TOO YOUNG
TO ROCK AND ROLL
My father
called me one spring,
and told
me he wanted to take me to a rock concert.
I was
eleven, and he was nearly fifty--
a neatly
attired businessman of southern European ancestry
who always
wore a suit, or a sweater with slacks,
and had
never been to a rock concert in his life.
Neither
had I, so as a consolation prize
for
visiting with me so infrequently
he
promised I could attend any concert I wanted.
Jack read
a long list of band names
to me over
the telephone,
hinting
strongly that he wanted me to choose the Carpenters,
but I
thought them insipid, and opted instead
for
Creedence Clearwater Revival.
I felt
certain that their folksy sound
would be
less disturbing to him than the Rolling Stones,
whose
zippered album cover was making a sensation
in all the
respectable newspapers--
and he
reluctantly agreed, sounding fearful.
On the day
of the concert, we took a cab
to an
enormous concrete structure on the edge of the city.
We emerged
from the cab and entered the fray,
amidst
throngs of pot-smoking hippies
and the
loudest music I had ever heard.
After
begging my father for Coca-Cola,
he agreed
to buy one for me,
under the
condition that I listen to a lecture first
about
proper dental care, and
I listened
as we stood in line
behind a
bemused guy with a beard
and a
hairy chest with love beads
whom I am
certain was eavesdropping.
After some
grumbling about prices,
my father
and I entered the amphitheater
and were
instantly pummeled by music
that was
so ear-splitting that it almost knocked us backward,
but both
of us struggled bravely to our seats.
Without a
doubt, we were the only
eleven and
fifty year old people in the place,
the only
father-daughter combo of any kind,
and this
made me nervous,
but I
wasn't sure why, exactly.
I soon
realized that it was because
it was
impossible to sit still for either of us
because
the music made us physically uncomfortable
as if a
catastrophe of some kind was about to happen.
The
weirdest thing was that Creedence
wasn't
playing their usual tunes, the ones
I always
sang along to on WLS radio,
but
instead a bunch of songs I had never heard before,
and didn't
particularly like.
A man
named Bo Diddley played a couple of numbers,
and this
made the crowd weirdly ecstatic,
but then
more head-pounding music ensued,
with
lyrics I couldn't understand--
except for
one song that began:
“Shut
up, woman. Shut up and sit down.”
The
audience laughed loudly at the delivery of this line,
though I
failed to see why it was so funny.
During the
intermission, my father asked
if I was
willing to go home early,
and I
assured him that I was happy to leave
and return to the comfort of his Chicago apartment.
It was the
first time
we had
agreed on anything that evening,
and it
felt perfect, so without further discussion
we left
the building, got into another cab, and went home.
After
that, my father never took me to another concert,
and this
was fine with me, because
we always
had much better luck when we went fishing.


> [TASK INSTRUCTIONS]
Images appear in the records below; leave them out and repeat everything else exactly.

> [MATERIAL TO PROCESS]

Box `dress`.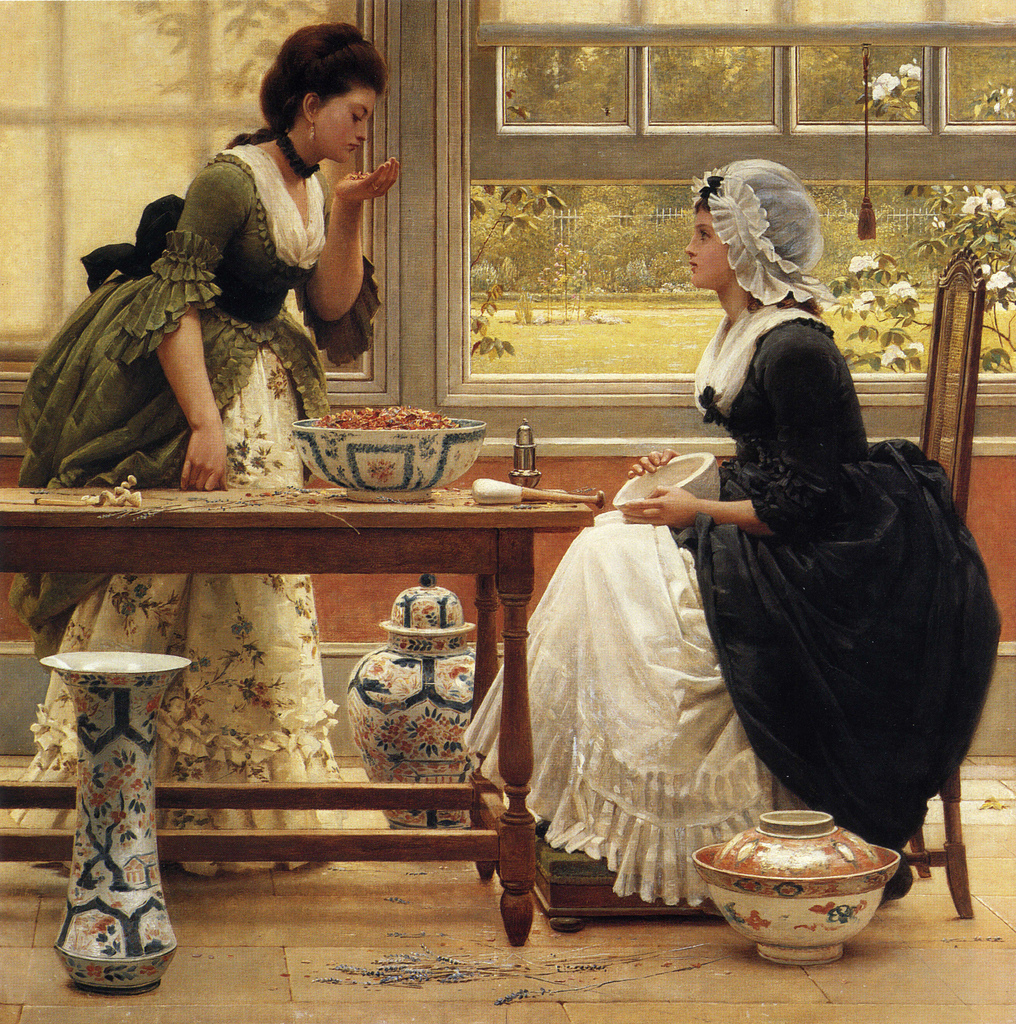
locate(4, 136, 386, 879).
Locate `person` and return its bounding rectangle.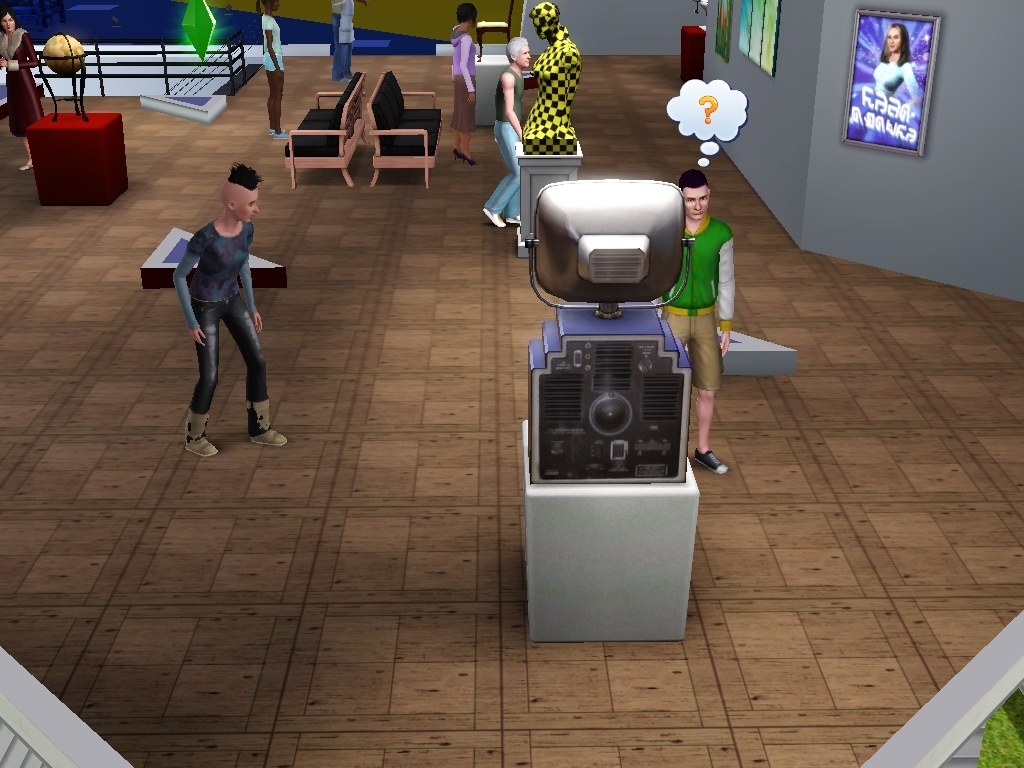
(2,11,51,183).
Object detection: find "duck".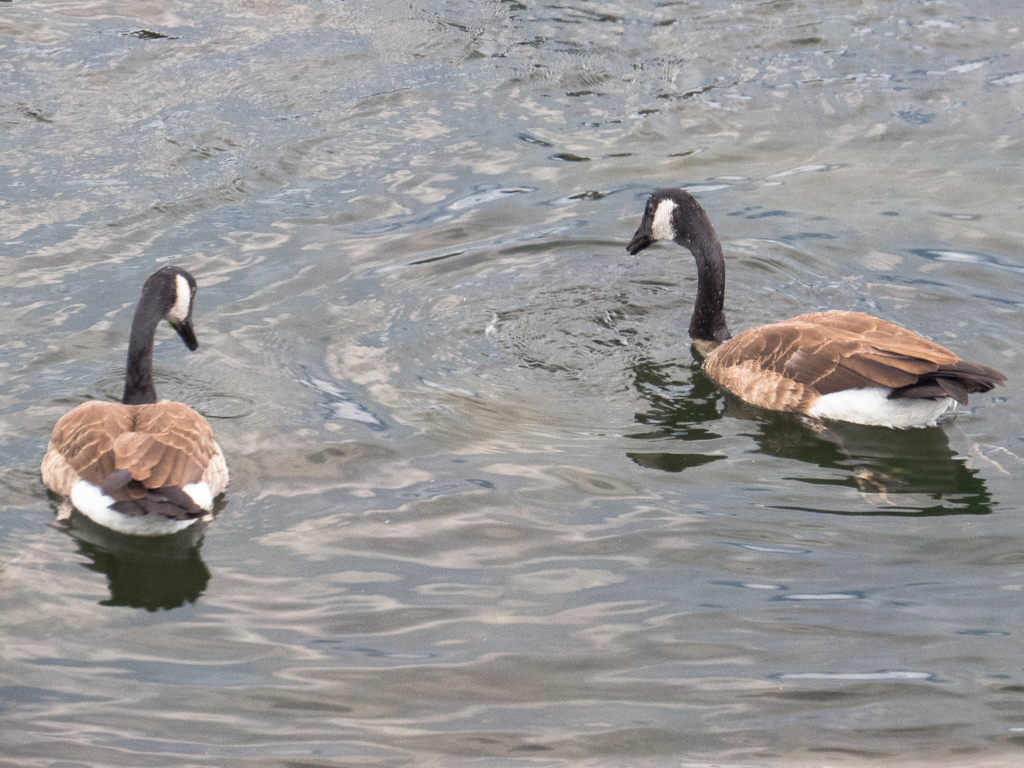
(left=618, top=185, right=1004, bottom=448).
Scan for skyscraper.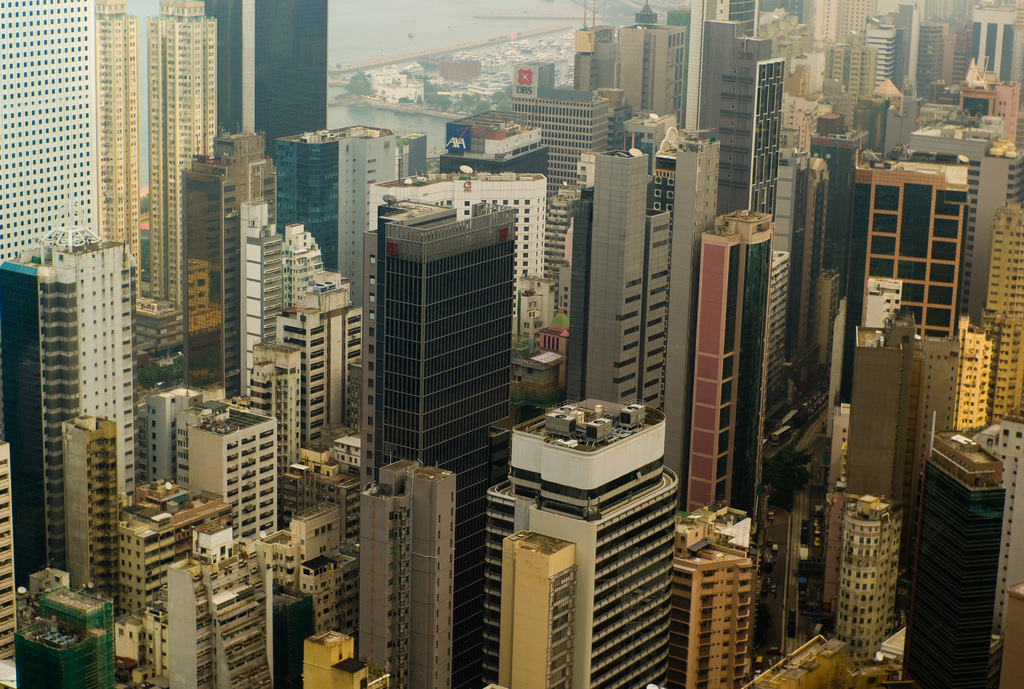
Scan result: 0, 0, 100, 265.
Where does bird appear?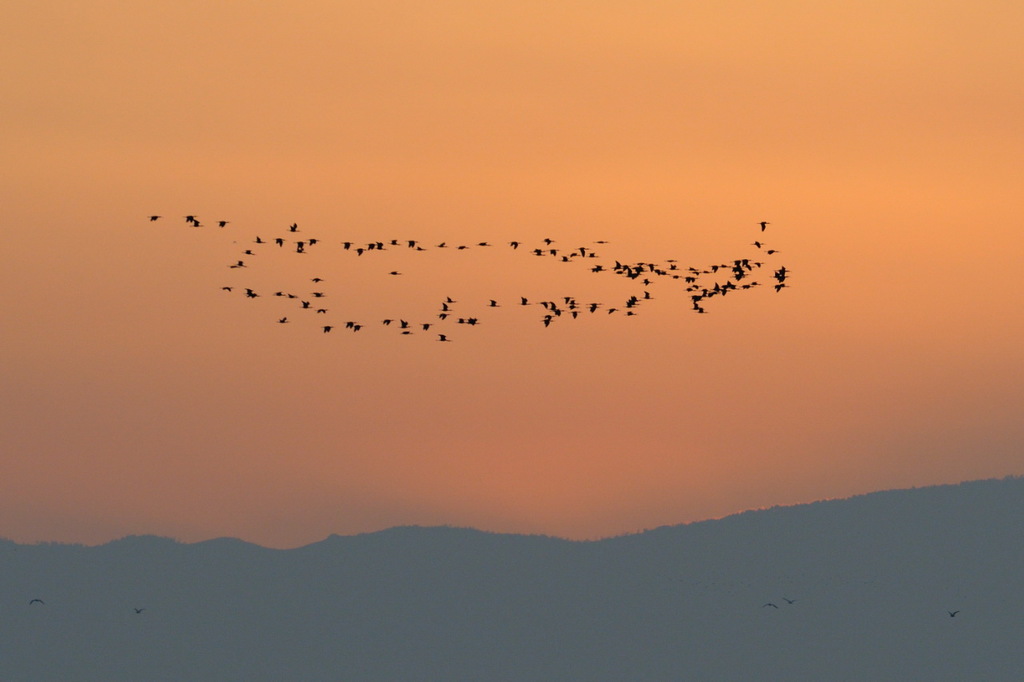
Appears at x1=782 y1=596 x2=797 y2=605.
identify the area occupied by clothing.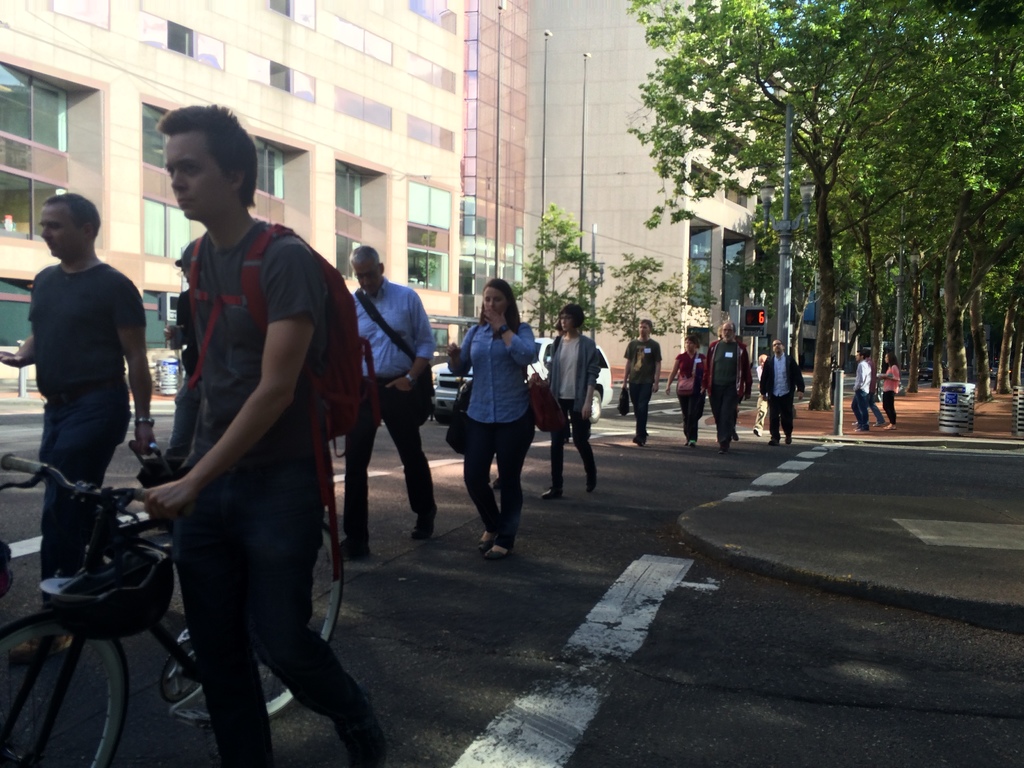
Area: box(705, 337, 755, 451).
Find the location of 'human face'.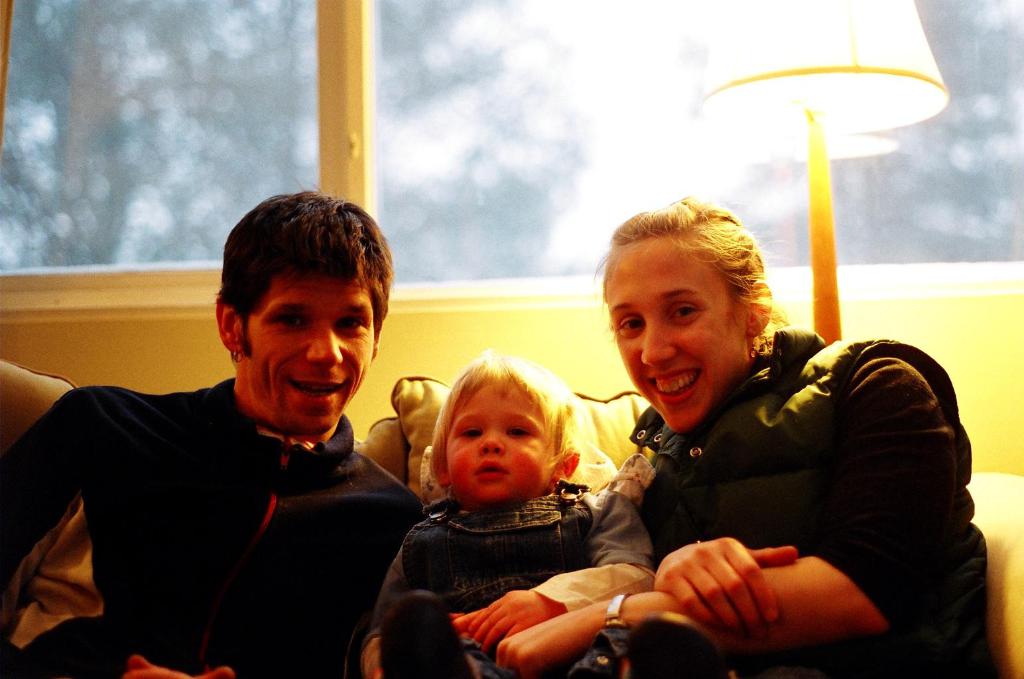
Location: (241, 273, 375, 430).
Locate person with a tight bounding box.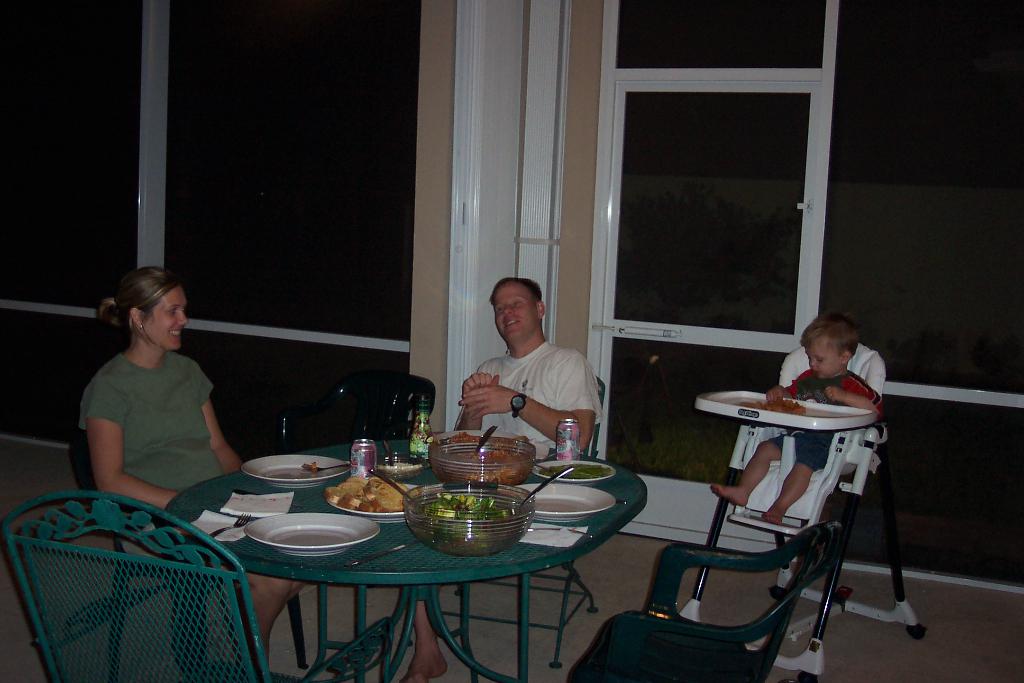
crop(84, 265, 298, 682).
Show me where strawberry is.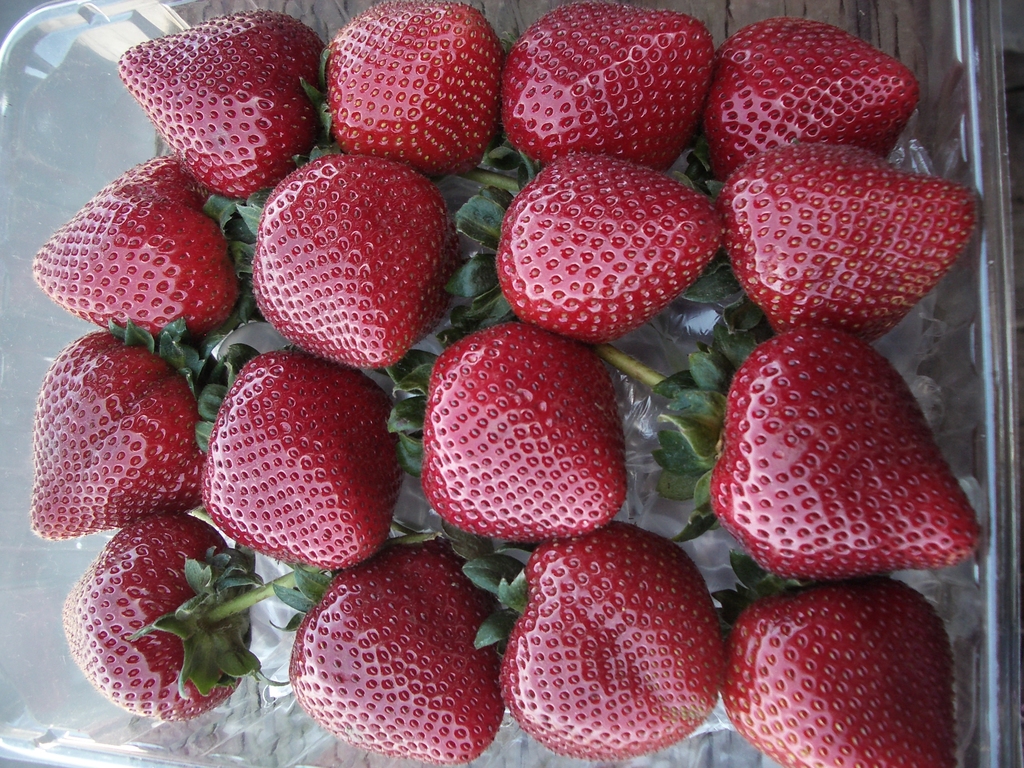
strawberry is at {"x1": 287, "y1": 535, "x2": 510, "y2": 764}.
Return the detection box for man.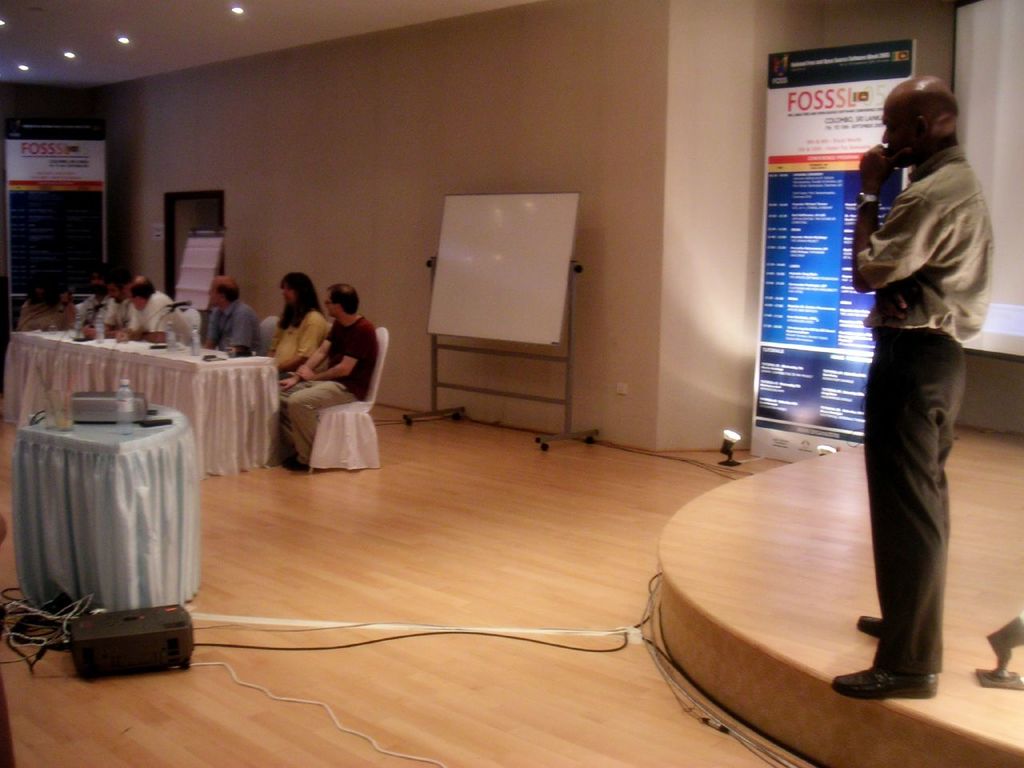
<bbox>83, 270, 126, 342</bbox>.
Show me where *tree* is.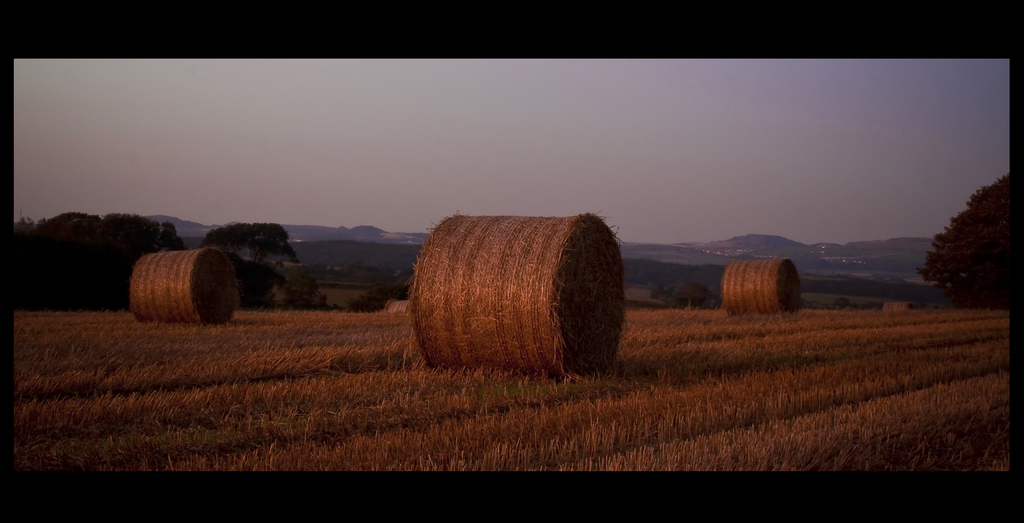
*tree* is at [913,173,1016,309].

> [REPLY]
Box `dress`.
locate(4, 136, 386, 879).
Locate `person` and return its bounding rectangle.
(2,11,51,183).
Object detection: find "duck".
(left=618, top=185, right=1004, bottom=448).
Scan for skyscraper.
Scan result: 0, 0, 100, 265.
Where does bird appear?
Appears at x1=782 y1=596 x2=797 y2=605.
identify the area occupied by clothing.
Area: box(705, 337, 755, 451).
Find the location of 'human face'.
Location: (241, 273, 375, 430).
Locate person with a tight bounding box.
crop(84, 265, 298, 682).
Show me where strawberry is.
strawberry is at {"x1": 287, "y1": 535, "x2": 510, "y2": 764}.
Return the detection box for man.
<bbox>83, 270, 126, 342</bbox>.
Show me where *tree* is.
*tree* is at [913,173,1016,309].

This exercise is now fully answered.